Last week, after 18 years of ownership, I said goodbye to it. Circumstances have prevailed in the intervening years, eventually returning to London after 17 years abroad and, now, with a wife and a home of our own to maintain. My little bolthole in the Dutch countryside had become superfluous to requirements. That’s life.
Now, don’t get me wrong: selling up was bittersweet. I’d never owned an actual house before, just a flat in Surbiton (and various rentals and flatshares), so there was something satisfying about coming home each night to my own front door, my own living room, kitchen, upstairs bedroom and a converted attic that was my home office and imaginary music studio. In the spring, summer and even early autumn, the house had an Italian-style garden at the back in which to chill out, especially after coming home from work. And then there were the neighbours: I can’t speak highly enough of the families who lived around me, who welcomed this lone Englishman into their midst in the summer of 2004 (and put up with his English-speaking ignorance and occasional, futile attempts to converse in Dutch). Even towards the end of the selling process, they were of enormous help, taking care of things I was unable to do from London. If there was one downside, it was that - as rural villages go - it could be a little cut off. Amsterdam was only 20km away (the skycrapers of the city’s south-eastern business district could be seen in the distance across billiard table-flat fields), but unless you had a car, you may as well have been living on the moon. With a car, commuting and socialising was easier than it is here in London, with its nose-to-nose packed morning trains and choked city streets.
© Simon Poulter 2022 |
I grew up in a village, albeit a London suburb (where I live again today) which the locals call ‘The Village’. It isn’t one, of course - just another piece in the jigsaw puzzle that is conurbated London - but you see what they mean. In our street there is a similar sense of the neighbourliness I experienced in my Dutch village, wherein neighbours both know your business, but also would do anything for you when called upon. It’s almost from another time.

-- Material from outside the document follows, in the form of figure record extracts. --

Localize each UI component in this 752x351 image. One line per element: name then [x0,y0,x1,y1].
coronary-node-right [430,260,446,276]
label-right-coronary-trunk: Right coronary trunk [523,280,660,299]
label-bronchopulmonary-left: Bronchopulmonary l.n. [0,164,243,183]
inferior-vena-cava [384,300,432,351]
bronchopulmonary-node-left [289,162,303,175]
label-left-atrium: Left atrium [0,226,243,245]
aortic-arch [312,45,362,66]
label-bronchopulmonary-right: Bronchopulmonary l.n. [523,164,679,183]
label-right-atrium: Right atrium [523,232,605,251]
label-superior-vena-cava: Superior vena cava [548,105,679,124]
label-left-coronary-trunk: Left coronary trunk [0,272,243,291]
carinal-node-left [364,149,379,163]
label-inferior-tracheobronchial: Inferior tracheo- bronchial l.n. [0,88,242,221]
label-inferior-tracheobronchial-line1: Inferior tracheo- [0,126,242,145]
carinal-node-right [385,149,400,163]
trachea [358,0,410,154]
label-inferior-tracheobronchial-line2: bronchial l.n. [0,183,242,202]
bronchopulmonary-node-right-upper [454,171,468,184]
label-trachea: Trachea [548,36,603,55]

The process to sell the house was as accelerated as it was to buy it in the first place. With the Dutch summer break fast approaching, not to mention the cost-of-living crisis threatening to deflate the country’s property market, I needed to move quickly. Here’s where my force-of-nature estate agent Gwen came to the fore. We’d been in touch for several years, dating back to a time when - as these cycles go - Dutch property was undergoing another of its capricious periods. I kept my patience. When the time came to get on with selling, Gwen connected me with all the decorators, repairmen, gardeners and cleaners I would need to ensure it was in tip-top condition, operating at a remote distance from the UK to get the house ready for sale. Simply put, it just happened.
For a profession as maligned as estate agents, Gwen was diligent to the core. Mine may not have been the biggest house sale she’ll ever preside over, particularly in an area containing million euro mansions, but even with my modest little drum, I felt like I was being given top priority. Even more so, given that much of the process was being handled in a language different to mine (though the Dutch gift for linguistics meant that my laziness was tolerated throughout).